Hunts Point Produce Market thisclose to city rehab deal

Hunts Point Produce Market thisclose to city rehab deal

The sprawling Hunts Point Produce Market isn’t quite ready to pack off to New Jersey.

In fact, market officials are cutting the city some slack to close a deal for a multi-million dollar market makeover to keep it in the Bronx.

They let a June 29 deadline that would have freed them to resume talks with the Garden State come and go.

If two final sticking points can be worked out, they said the cooperative will happily stay and chip in half of the $332 million cost of modernization.

“It’s now or never,” Matt D’Arrigo, president of the market’s cooperative association, told the Bronx Times of the negotiations. “All the planets are in alignment. The time is right to make a deal.”

He said two major sticking points remain:

•Understanding the exact terms of the debt service that association members would have to deal with in splitting the cost of fixing up the market.

The city and state are putting up $137.5 million, while the cooperative members will put up $160 million.

“We don’t know yet what that will mean until our consultants tell us the specifics,” said D’Arrigo.

•The Business Integrity Commission’s increase in “certification” fees for members – basically background checks – from $280 to $4,000.

The BIC was set up under the Giuliani administration to root out mob infiltration, once prevalent at the market. The organization said it had not raised its fees since 1996.

To sweeten the pot, a host of government officials joined market leaders on Monday, June 25 to announce a $10 million federal grant for rail freight improvements there.

Local Congressmen Jose Serrano and Joe Crowley said that along with New York Senators Charles Schumer and Kirsten Gillibrand, they heavily lobbied U.S. Department of Transportation Secretary Ray LaHood for the grant.

Serrano, whose re-drawn district lines will now take in the entire market, told Monday’s group: “I don’t intend to have a district in New Jersey. Everybody now has to step up to the plate.”

The 45-year-old market, which sits on leased city land, is in bad physical shape and in major need of both improvement and expansion.

Its more than 115 food wholesalers and processing firms employ more than 3,600 workers and serve as the city’s – and region’s – premiere transfer and distribution center for produce coming in from all points on the compass, as far away as California and Florida, and back out.

It generates more than $3 billion in sales annually and serves 6,000 institutions, restaurants and bodegas across the city.

It also takes in produce from some 200 farms across New York, a fact that has put Gov. Cuomo into the mix in efforts to keep the market in the Bronx.

Crowley called the rail improvements coming with the $10 million grant “a win-win for everyone… with less need for trucks on our roads, and reduced air pollution when asthma is so prevalent. This is the kind of investment the federal government SHOULD make.”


» **Exercise instructions**
Every line of the entries with the word "ABCDEFGHIJb" in it should be shown.

» **Extracted information**
=== Begin Enclosure ===
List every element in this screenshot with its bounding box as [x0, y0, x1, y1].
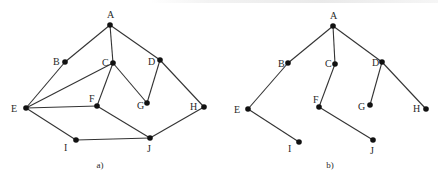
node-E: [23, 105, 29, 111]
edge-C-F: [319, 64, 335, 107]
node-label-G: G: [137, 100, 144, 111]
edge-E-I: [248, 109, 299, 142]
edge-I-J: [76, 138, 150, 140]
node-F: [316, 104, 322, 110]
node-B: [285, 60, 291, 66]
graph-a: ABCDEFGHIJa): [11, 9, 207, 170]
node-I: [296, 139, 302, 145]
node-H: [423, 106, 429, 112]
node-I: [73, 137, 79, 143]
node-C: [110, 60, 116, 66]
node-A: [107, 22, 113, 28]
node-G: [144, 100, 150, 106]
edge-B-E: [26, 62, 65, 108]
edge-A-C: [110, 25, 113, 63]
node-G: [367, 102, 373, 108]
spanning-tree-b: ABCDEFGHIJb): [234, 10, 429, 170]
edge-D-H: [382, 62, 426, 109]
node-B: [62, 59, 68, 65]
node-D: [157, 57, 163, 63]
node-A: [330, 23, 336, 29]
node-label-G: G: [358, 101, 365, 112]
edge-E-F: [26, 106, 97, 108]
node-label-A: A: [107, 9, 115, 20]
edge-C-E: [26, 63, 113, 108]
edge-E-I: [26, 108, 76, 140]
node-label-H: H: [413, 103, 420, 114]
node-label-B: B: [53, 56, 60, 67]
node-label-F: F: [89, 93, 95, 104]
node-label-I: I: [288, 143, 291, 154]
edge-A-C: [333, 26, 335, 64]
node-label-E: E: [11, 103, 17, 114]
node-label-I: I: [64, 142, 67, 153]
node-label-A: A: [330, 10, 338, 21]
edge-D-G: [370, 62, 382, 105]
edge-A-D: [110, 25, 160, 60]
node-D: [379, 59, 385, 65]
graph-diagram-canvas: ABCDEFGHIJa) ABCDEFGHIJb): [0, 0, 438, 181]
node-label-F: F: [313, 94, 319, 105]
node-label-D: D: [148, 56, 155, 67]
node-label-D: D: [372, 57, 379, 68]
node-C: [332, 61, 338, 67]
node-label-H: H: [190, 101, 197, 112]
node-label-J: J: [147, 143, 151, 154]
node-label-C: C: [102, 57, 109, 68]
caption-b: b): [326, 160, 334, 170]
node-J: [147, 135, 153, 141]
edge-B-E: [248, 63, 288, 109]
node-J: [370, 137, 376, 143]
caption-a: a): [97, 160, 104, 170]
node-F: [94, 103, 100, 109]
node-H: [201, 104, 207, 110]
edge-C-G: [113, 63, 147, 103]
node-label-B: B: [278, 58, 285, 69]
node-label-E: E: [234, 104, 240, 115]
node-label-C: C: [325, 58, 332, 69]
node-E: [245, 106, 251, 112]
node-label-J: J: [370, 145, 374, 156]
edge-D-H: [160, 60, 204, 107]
=== End Enclosure ===
» **Exercise answer**
spanning-tree-b: ABCDEFGHIJb): [234, 10, 429, 170]
graph-diagram-canvas: ABCDEFGHIJa) ABCDEFGHIJb): [0, 0, 438, 181]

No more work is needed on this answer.